By ten o’clock, Harriet was dearly worried. Something was wrong—she could feel in her soul. Nevertheless, Harriet decided to wait another hour, feeling that the day was turning out to be the longest of her life. When eleven o’clock came, she stood, donned her coat and asked the proprietress if there were local hackneys around.
The lady offered to send for one, and after another grueling fifteen-minute wait, boarded the hackney and gave him Daniel’s address.
Rushing to the door, she knocked and soon was taken in. The look on the footman’s face made her feel ill. “Is Daniel here?”
“No, Miss Bradford,” he said. “His Lordship’s coach was disabled last night on the road coming from Spitalfields. His coachman was killed, and he was taken.”
Harriet’s knees gave way under her and the man grabbed her before she hit the ground. The footman helped her to a chair in the next room and Harriet caged her face with her hands. Her mind felt scattered to the four corners of the world and horror turned her stomach bitter.
“Have…” she swallowed over bile, “have the constables been notified?”
“This morning, yes, Miss,” the man nodded. “They think it’s a case of mugging gone wrong.”
“If they had come to steal, they would have left him be,” Harriet said weakly. “No one would have taken him. If they come back here, I think I know who to tell them to look into.”
“You might have to wait a while, Miss,” the footman said. “If you need, a maid will assist you.”
Left to worry, Harriet began to debate with herself in sending for her brother but knew she could not stay there alone. She was not going home to Carrington Manor, as there was another problem she could not face yet, and even if Ben tried to force her, she would not go.
Retreating into the room, she asked a maid for tea and prepared herself to tell the constable about Dawson. Thirty-three minutes to the time she had sent for Ben, he came charging into the house, his face set with anger.
“You shouldn’t be here,” he declared. “I am taking you back to Canterbury.”
“I am not going,” Harriet said. Annoyance flashed in her gaze as she lifted her chin high. “The love of my life has been taken and I am not moving an inch until he’s found.”
“Harriet—”
“No, Ben!” she snapped. “I am staying right here until we find Daniel.”
He raked his hand through his hair, “Why did you leave the Manor in the dead of night? We came to look for you but neither you nor Raster were here.”
“That’s because he went to arrange for our wedding,” Harriet said, ignoring Ben’s cry of outrage. “Carrington found that it was Dawson who was behind my embarrassment, and now, he’s missing. I suspect he is the one who took Daniel.”
“You’d get married behind our backs?” Ben demanded.
“Yes,” Harriet said ruefully. “I know it’s not ideal, Ben, but I love him. Our relationship might have started in an unconventional way, but it grew into something more. Why would you deny me the only man I love because others frown up it? If you were in my position, would you refuse yourself the lady you love for the sake of other’s opinions?”

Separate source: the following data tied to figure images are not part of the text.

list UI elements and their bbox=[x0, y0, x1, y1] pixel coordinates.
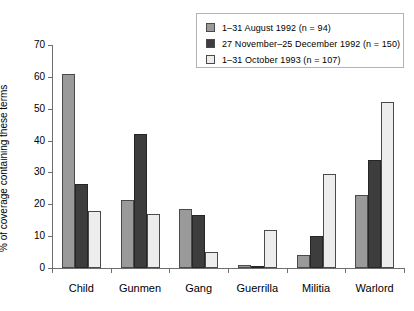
bar bbox=[205, 252, 218, 268]
y-tick-label: 0 bbox=[39, 263, 45, 273]
bar bbox=[192, 215, 205, 268]
x-tick-mark bbox=[287, 268, 288, 273]
bar bbox=[368, 160, 381, 268]
bar bbox=[297, 255, 310, 268]
x-tick-mark bbox=[111, 268, 112, 273]
y-tick-mark bbox=[48, 204, 52, 205]
legend-swatch-icon bbox=[206, 23, 215, 32]
x-tick-mark bbox=[228, 268, 229, 273]
bar bbox=[355, 195, 368, 268]
y-tick-mark bbox=[48, 45, 52, 46]
x-category-label: Militia bbox=[302, 282, 330, 294]
bar bbox=[179, 209, 192, 268]
y-tick-label: 30 bbox=[34, 167, 45, 177]
y-tick-label: 50 bbox=[34, 104, 45, 114]
x-tick-mark bbox=[345, 268, 346, 273]
y-tick-label: 60 bbox=[34, 72, 45, 82]
bar-group bbox=[355, 45, 394, 268]
plot-area: 010203040506070 bbox=[52, 45, 404, 268]
y-tick-mark bbox=[48, 141, 52, 142]
bar-group bbox=[121, 45, 160, 268]
x-category-label: Gang bbox=[185, 282, 212, 294]
y-tick-mark bbox=[48, 236, 52, 237]
bar bbox=[121, 200, 134, 268]
bar-group bbox=[62, 45, 101, 268]
bar-group bbox=[179, 45, 218, 268]
bar bbox=[238, 265, 251, 268]
bar bbox=[75, 184, 88, 268]
bar bbox=[88, 211, 101, 268]
x-category-label: Guerrilla bbox=[237, 282, 279, 294]
bar bbox=[62, 74, 75, 268]
y-tick-mark bbox=[48, 172, 52, 173]
bar bbox=[134, 134, 147, 268]
y-tick-mark bbox=[48, 109, 52, 110]
legend-entry-label: 1–31 August 1992 (n = 94) bbox=[222, 23, 331, 33]
legend-entry: 1–31 August 1992 (n = 94) bbox=[206, 20, 403, 35]
x-category-label: Gunmen bbox=[119, 282, 161, 294]
y-tick-label: 70 bbox=[34, 40, 45, 50]
bar-group bbox=[238, 45, 277, 268]
y-axis-title: % of coverage containing these terms bbox=[0, 52, 9, 252]
bar-group bbox=[297, 45, 336, 268]
x-tick-mark bbox=[52, 268, 53, 273]
bar bbox=[381, 102, 394, 268]
y-tick-mark bbox=[48, 77, 52, 78]
y-tick-label: 40 bbox=[34, 136, 45, 146]
bar bbox=[323, 174, 336, 268]
y-tick-label: 10 bbox=[34, 231, 45, 241]
bar bbox=[264, 230, 277, 268]
bar bbox=[251, 266, 264, 268]
y-tick-label: 20 bbox=[34, 199, 45, 209]
bar bbox=[310, 236, 323, 268]
bar bbox=[147, 214, 160, 268]
x-tick-mark bbox=[169, 268, 170, 273]
x-category-label: Child bbox=[69, 282, 94, 294]
x-tick-mark bbox=[404, 268, 405, 273]
x-category-label: Warlord bbox=[356, 282, 394, 294]
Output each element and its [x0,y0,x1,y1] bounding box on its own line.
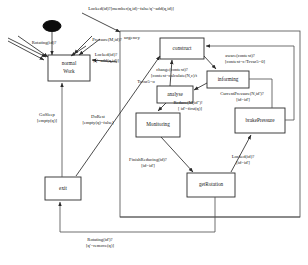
edge-label-tcvar: Tcvar5=o [137,79,155,84]
edge-label-locked-getrotation-2: [id=id'] [236,160,250,165]
edge-label-rotating: Rotating(id)? [32,40,57,45]
state-label-analyse: analyse [167,91,183,97]
edge-label-reduce-2: [ id'=first(q)] [178,106,202,111]
edge-label-finishreducing-1: FinishReducing(id)? [129,157,167,162]
statechart-canvas: urgency normal Work exit construct infor… [0,0,308,265]
edge-label-rotating-exit-2: [q'=remove(q)] [86,243,114,248]
initial-state-dot [43,21,61,32]
statechart-svg: urgency normal Work exit construct infor… [0,0,308,265]
edge-rotating-exit [60,197,215,232]
state-label-exit: exit [59,185,67,191]
edge-label-locked-to-region: Locked(id)?[member(q,id)=false/q'=add(q,… [88,6,174,12]
edge-label-rotating-exit-1: Rotating(id')? [87,237,112,242]
edge-label-dorest-1: DoRest [91,114,106,119]
state-label-get-rotation: getRotation [199,181,224,187]
edge-finishreducing [161,137,193,172]
edge-label-gosleep-1: GoSleep [39,112,56,117]
edge-label-aware-1: aware(context)? [225,53,255,58]
edge-reduce [158,103,166,111]
edge-label-change-1: change(context)? [156,67,188,72]
state-label-monitoring: Monitoring [146,121,170,127]
edge-label-aware-2: [context=c/Tcvar5=0] [225,59,266,64]
edge-change-context [194,83,207,90]
state-label-informing: informing [218,76,239,82]
region-label-urgency: urgency [124,35,141,40]
edge-label-locked-add-1: Locked(id)? [95,52,117,57]
edge-label-locked-getrotation-1: Locked(id)? [232,154,254,159]
edge-label-currentpressure-2: [id=id'] [236,97,250,102]
edge-pressure-a [74,36,92,54]
edge-locked-to-region [82,13,120,32]
edge-label-locked-add-2: [q'=add(q,id)] [93,58,119,64]
state-label-normal-work-2: Work [63,68,75,74]
state-label-construct: construct [172,45,192,51]
edge-label-dorest-2: [empty(q)=false] [82,120,114,125]
state-label-brake-pressure: brakePressure [245,117,275,123]
edge-label-pressure: Pressure(M,id)? [92,37,121,43]
edge-label-change-2: [context=calculate(N,c)/t [151,73,198,79]
edge-aware [204,56,216,69]
edge-label-gosleep-2: [empty(q)] [37,118,57,123]
edge-label-finishreducing-2: [id=id'] [141,163,155,168]
state-label-normal-work-1: normal [62,60,77,66]
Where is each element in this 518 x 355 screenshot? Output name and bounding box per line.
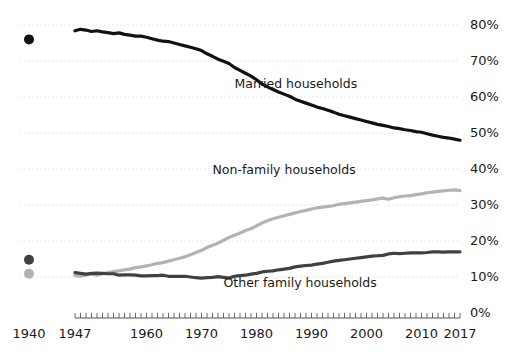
y-axis-tick-label: 10%	[470, 269, 499, 284]
y-axis-tick-label: 50%	[470, 125, 499, 140]
x-axis-tick-label: 1980	[240, 326, 273, 341]
x-axis-line-and-ticks	[75, 313, 460, 318]
y-axis-tick-label: 30%	[470, 197, 499, 212]
y-axis-tick-label: 40%	[470, 161, 499, 176]
household-composition-line-chart: 0%10%20%30%40%50%60%70%80% 1940194719601…	[0, 0, 518, 355]
gridlines-group	[20, 25, 458, 277]
series-label: Other family households	[224, 275, 377, 290]
y-axis-tick-label: 60%	[470, 89, 499, 104]
x-axis-tick-label: 1940	[12, 326, 45, 341]
x-axis-tick-label: 2010	[405, 326, 438, 341]
y-axis-tick-label: 20%	[470, 233, 499, 248]
x-axis-tick-label: 1960	[130, 326, 163, 341]
detached-1940-points	[24, 34, 34, 278]
x-axis-tick-labels: 194019471960197019801990200020102017	[12, 326, 476, 341]
y-axis-tick-label: 70%	[470, 53, 499, 68]
x-axis-tick-label: 1990	[295, 326, 328, 341]
x-axis-tick-label: 1947	[58, 326, 91, 341]
y-axis-tick-label: 0%	[470, 305, 491, 320]
chart-container: 0%10%20%30%40%50%60%70%80% 1940194719601…	[0, 0, 518, 355]
data-point-1940	[24, 269, 34, 279]
series-line	[75, 190, 460, 276]
x-axis-tick-label: 1970	[185, 326, 218, 341]
y-axis-tick-labels: 0%10%20%30%40%50%60%70%80%	[470, 17, 499, 320]
x-axis-tick-label: 2017	[443, 326, 476, 341]
x-axis-tick-label: 2000	[350, 326, 383, 341]
y-axis-tick-label: 80%	[470, 17, 499, 32]
series-label: Married households	[235, 76, 358, 91]
series-label: Non-family households	[213, 162, 356, 177]
data-point-1940	[24, 34, 34, 44]
data-point-1940	[24, 255, 34, 265]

Ben’s lips flattened, as he stared at her, “I still have my misgivings, but we’ll sort that out after we get Raster back. So, you say, Dawson might be behind this?”
* * *
The sharp scent of salt, the putrid garbage and a dull throbbing in his temple were what woke Daniel. He suspected that he was near the sea, but the ground under him was not moving, so he realized that he wasn’t on a ship. Lifting his head, he blinked at the dimness from shuttered windows, and glanced around the wide space of an empty warehouse.
He was near a wall, but could feel he was tied to a rusty iron spit when he tried to move his hands. When he looked closely, he could see the dust laying on the ground and the cobwebs in the corners.
Undeterred, he tried to work his wrists so he could work the rope against the iron but with how awkwardly he was seated, he soon felt his arms tiring, but he kept at it. He had to get back to Harriet and not bungle this latest marriage attempt.
She has gone through enough.
“You’ll break your arm if you keep at it,” Carrington’s smug voice cut through his thoughts. The Baron came closer, then crouched and grabbed Daniel’s hair to crane his head up, “You are not worthy of her.”
Gritting his teeth, Daniel snarled, “When I get free, there is no part of this land you can hide where I won’t find you.”
“Carrington laughed maliciously, “You think you’re leaving here alive? You are a poor, deluded fool.”
Incensed, Daniel spat back, “She told me what you did; you adulterous by-blow. How could you seduce her in her bed, in the same house your wife lives in? She is your wife’ssister!”
The fist connected solidly with Daniel’s jaw, snapping his head to the side just before Carrington’s hand circled his throat in a suffocating grip, cutting off his air and lifting him an inch above the ground.